Tonight I’m at the Municipal Liaisons’ write-in at Your Mom’s Basement in White Bear Lake, Minnesota. It’s dark and windy outside, with the neon of the strip mall showing in the darkness across the street. Earlier we had lowering grey skies over foliage gone to rust-and-gold, with dry leaves blowing in the street.

Dry enough to whisper, like ghosts.

The darker and colder it gets, the closer I move to the storytelling magic. I’m recovering from three months of illness that left me bone-tired and feeling like a failure because I hadn’t gotten done any of the things on the List of Things to Do. My Work in Progress has dragged along at something less than professional speed.
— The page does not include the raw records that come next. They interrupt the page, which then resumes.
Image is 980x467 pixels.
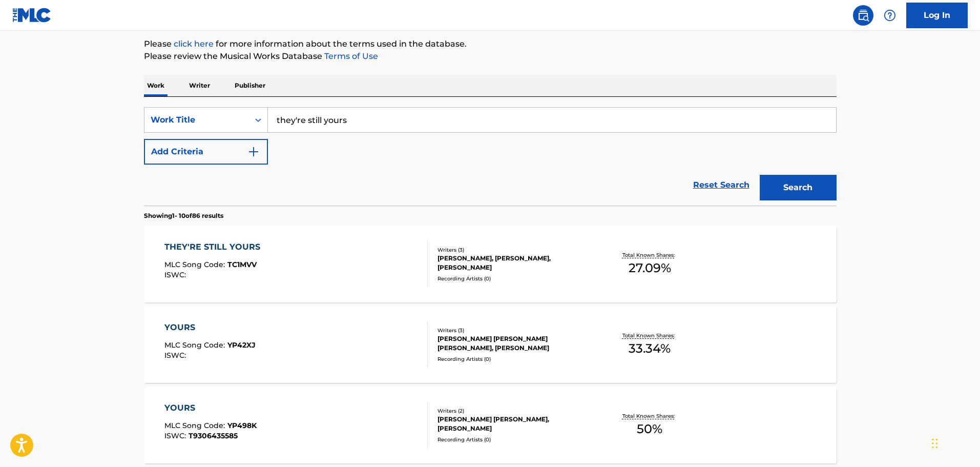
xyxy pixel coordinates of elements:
a: Terms of Use [322,51,378,61]
div: Recording Artists ( 0 ) [437,275,592,283]
button: Add Criteria [144,139,268,165]
form: Search Form [144,107,837,206]
div: Help [879,5,900,26]
img: MLC Logo [13,8,52,23]
div: Recording Artists ( 0 ) [437,436,592,443]
div: Writers ( 2 ) [437,407,592,415]
div: Writers ( 3 ) [437,327,592,334]
p: Total Known Shares: [622,412,677,420]
span: ISWC : [165,350,188,360]
a: Log In [906,3,967,28]
span: ISWC : [165,431,188,441]
div: Drag [932,428,938,459]
button: Search [760,175,837,201]
span: 33.34 % [629,339,671,358]
div: Recording Artists ( 0 ) [437,355,592,363]
div: Writers ( 3 ) [437,246,592,254]
a: Reset Search [688,174,755,196]
div: [PERSON_NAME] [PERSON_NAME], [PERSON_NAME] [437,415,592,433]
div: [PERSON_NAME], [PERSON_NAME], [PERSON_NAME] [437,254,592,272]
a: click here [173,39,214,49]
span: 50 % [637,420,663,438]
span: 27.09 % [629,259,671,277]
p: Writer [186,75,213,97]
p: Please review the Musical Works Database [144,50,837,63]
div: Work Title [150,114,243,126]
span: TC1MVV [227,260,257,269]
p: Work [144,75,167,97]
p: Please for more information about the terms used in the database. [144,38,837,50]
a: YOURSMLC Song Code:YP42XJISWC:Writers (3)[PERSON_NAME] [PERSON_NAME] [PERSON_NAME], [PERSON_NAME]... [144,306,837,383]
img: help [884,9,895,21]
iframe: Chat Widget [929,418,980,467]
p: Showing 1 - 10 of 86 results [144,211,224,221]
span: T9306435585 [188,431,237,441]
a: Public Search [853,5,873,26]
span: MLC Song Code : [165,260,227,269]
span: YP498K [227,421,257,430]
p: Total Known Shares: [622,332,677,339]
span: MLC Song Code : [165,340,227,350]
span: MLC Song Code : [165,421,227,430]
div: YOURS [165,322,255,333]
a: THEY'RE STILL YOURSMLC Song Code:TC1MVVISWC:Writers (3)[PERSON_NAME], [PERSON_NAME], [PERSON_NAME... [144,226,837,303]
img: search [857,9,869,21]
p: Publisher [232,75,269,97]
div: [PERSON_NAME] [PERSON_NAME] [PERSON_NAME], [PERSON_NAME] [437,334,592,353]
p: Total Known Shares: [622,251,677,259]
div: YOURS [165,402,257,414]
span: YP42XJ [227,340,255,350]
div: THEY'RE STILL YOURS [165,241,266,253]
a: YOURSMLC Song Code:YP498KISWC:T9306435585Writers (2)[PERSON_NAME] [PERSON_NAME], [PERSON_NAME]Rec... [144,387,837,463]
span: ISWC : [165,270,188,280]
img: 9d2ae6d4665cec9f34b9.svg [247,145,260,158]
Tonight I managed 1200 words or so, which made me feel as if I’d come back to life. I know I’m feeling depressed rather than merely sluggish if I walk three miles and still feel crummy. I know that I’m in a real writing slump if I don’t feel like a human after writing a couple of thousand words.

For the last few months, I haven’t managed even a thousand a day. I’ve been reading other people’s novels and short stories. That’s sharpened my editorial eye for the characteristic tics and failings of my own first-draft prose; at the same time, I have to remind myself that I can’t see anybody else’s first draft but my own (well, and the handful of NaNo buddies with whom I exchange raw manuscripts).

The more I write, though, the more capable I feel as a writer.

So tonight, another bout of fiction writing before I bid a fond farewell to these precincts and head home.